Posts Tagged ‘Bernie Carbo’

Game Six: The Machine and the Sox

July 27, 2011

I guess that I have to admit that the sixth game of the 1975 World Series is the most famous of all the sixth games in baseball history. Part of the reason has to do with the teams involved and part has to do with it going into extra innings. Much of it has to do with one iconic image. In that way it’s much like the sixth game of the 1947 World Series that I chronicled earlier. And that’s only one of the things it has in common with 1947.

Pat Darcy with some guy named Fisk

1975

The date was 21 October 1975 when the Cincinnati Reds, known as “The Big Red Machine”, took on the Boston Red Sox in game six of the World Series. Boston was down 3 games to 2, but had both games at home in Fenway Park. For the Red Sox, ace Luis Tiant took the mound, the Reds countered with Gary Nolan. In the bottom of the first, Sox center fielder Fred Lynn connected for a three run home run. Nolan lasted one more inning before being pulled for a pinch hitter. The Reds bullpen proceeded to shut down the BoSox for the next five innings as Cincinnati clawed back into the game.  They got three runs in the fifth to tie the game, then put up two more in the seventh, then got a home run from eight hitter Cesar Geronimo in the top of the eighth.

So far it had been a fairly one-sided game. The Sox had six hits, the Reds 11, and with six outs to go, Cincinnati’s bullpen had been spectacular. Then with two out and two on, pinch hitter (and former Reds player) Bernie Carbo slugged a game tying home run. As a short aside, Carbo had a spectacular World Series going 3 for 7 with a double and two home runs. He drove in four, scored three and had a slugging percentage of 1.429, but he’s remember strictly for this one hit. Kind of a shame, isn’t it?

For the next three and one-half innings, nobody scored although the Reds left three men on base and the Sox two. Then, facing journeyman Pat Darcy, Carlton Fisk led off the bottom of the 12th with one of the more famous home runs ever hit. The camera, lingering on him, turned it into the “Body English” homer. So the Red Sox tied the Series at three games each. Unfortunately for Boston, it wasn’t enough. They lost an equally impressive game seven the next night sending Cincinnati home with the world championship for the first time since 1940.

Over the years the legend of this game has grown. In my opinion, it has grown too much. For much of the game it wasn’t all that big a deal. After Lynn’s first inning home run, the Big Red Machine took over and moved steadily toward victory through the top of the eighth. Everything changed in the bottom of the eighth and that’s when the game got interesting. I’ll admit it was a good game, it was even a great game for four innings, but it’s taken status as the “greatest game” ever or of the last 50 years (Take your pick which title you want to give it. I’ve seen both). It seems to me that it fails to meet that criteria, and thus is greatly overvalued. And maybe that’s part of the problem for me. It was a good enough game, but to rank it the “greatest” anything makes it overvalued and thus it gets into the “overhyped” category for me. It was a good enough game, but better than game one of 1954 or game one of 1988 or game six of 1993 (and don’t get me started on game seven of 1991, or any other game seven for that matter)? Not to me.

And there’s one other problem, and in this way it reminds me of game six in 1947. The team that wins the game loses the World Series. The playoffs are about finishing and winning a great game six is fine, but you gotta win game seven (if there is a game seven) to totally validate the game. I realize that doesn’t change the game in isolation, but it isn’t played in isolation, it’s played as part of a “Series” and you have to win four of that “Series” to claim victory. So props to both the Reds and Red Sox, but do me a favor and don’t overhype this game (particularly after taking a look at game seven the next night). Feel free to disagree, I know several people will.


§ **Work instructions**
Word for word, copy the records that follow.

___ Source data ___

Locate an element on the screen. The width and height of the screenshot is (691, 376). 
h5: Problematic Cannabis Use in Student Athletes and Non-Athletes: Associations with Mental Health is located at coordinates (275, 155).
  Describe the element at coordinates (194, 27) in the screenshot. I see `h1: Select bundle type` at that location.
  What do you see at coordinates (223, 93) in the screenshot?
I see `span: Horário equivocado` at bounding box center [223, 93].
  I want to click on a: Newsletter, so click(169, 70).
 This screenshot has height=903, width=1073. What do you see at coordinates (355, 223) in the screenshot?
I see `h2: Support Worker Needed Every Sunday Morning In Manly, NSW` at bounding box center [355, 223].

___

§ **Solution to the problem**
Locate an element on the screen. The width and height of the screenshot is (691, 376). 
h5: Problematic Cannabis Use in Student Athletes and Non-Athletes: Associations with Mental Health is located at coordinates (275, 155).
  Describe the element at coordinates (194, 27) in the screenshot. I see `h1: Select bundle type` at that location.
  What do you see at coordinates (223, 93) in the screenshot?
I see `span: Horário equivocado` at bounding box center [223, 93].
  I want to click on a: Newsletter, so click(169, 70).
 This screenshot has height=903, width=1073. What do you see at coordinates (355, 223) in the screenshot?
I see `h2: Support Worker Needed Every Sunday Morning In Manly, NSW` at bounding box center [355, 223].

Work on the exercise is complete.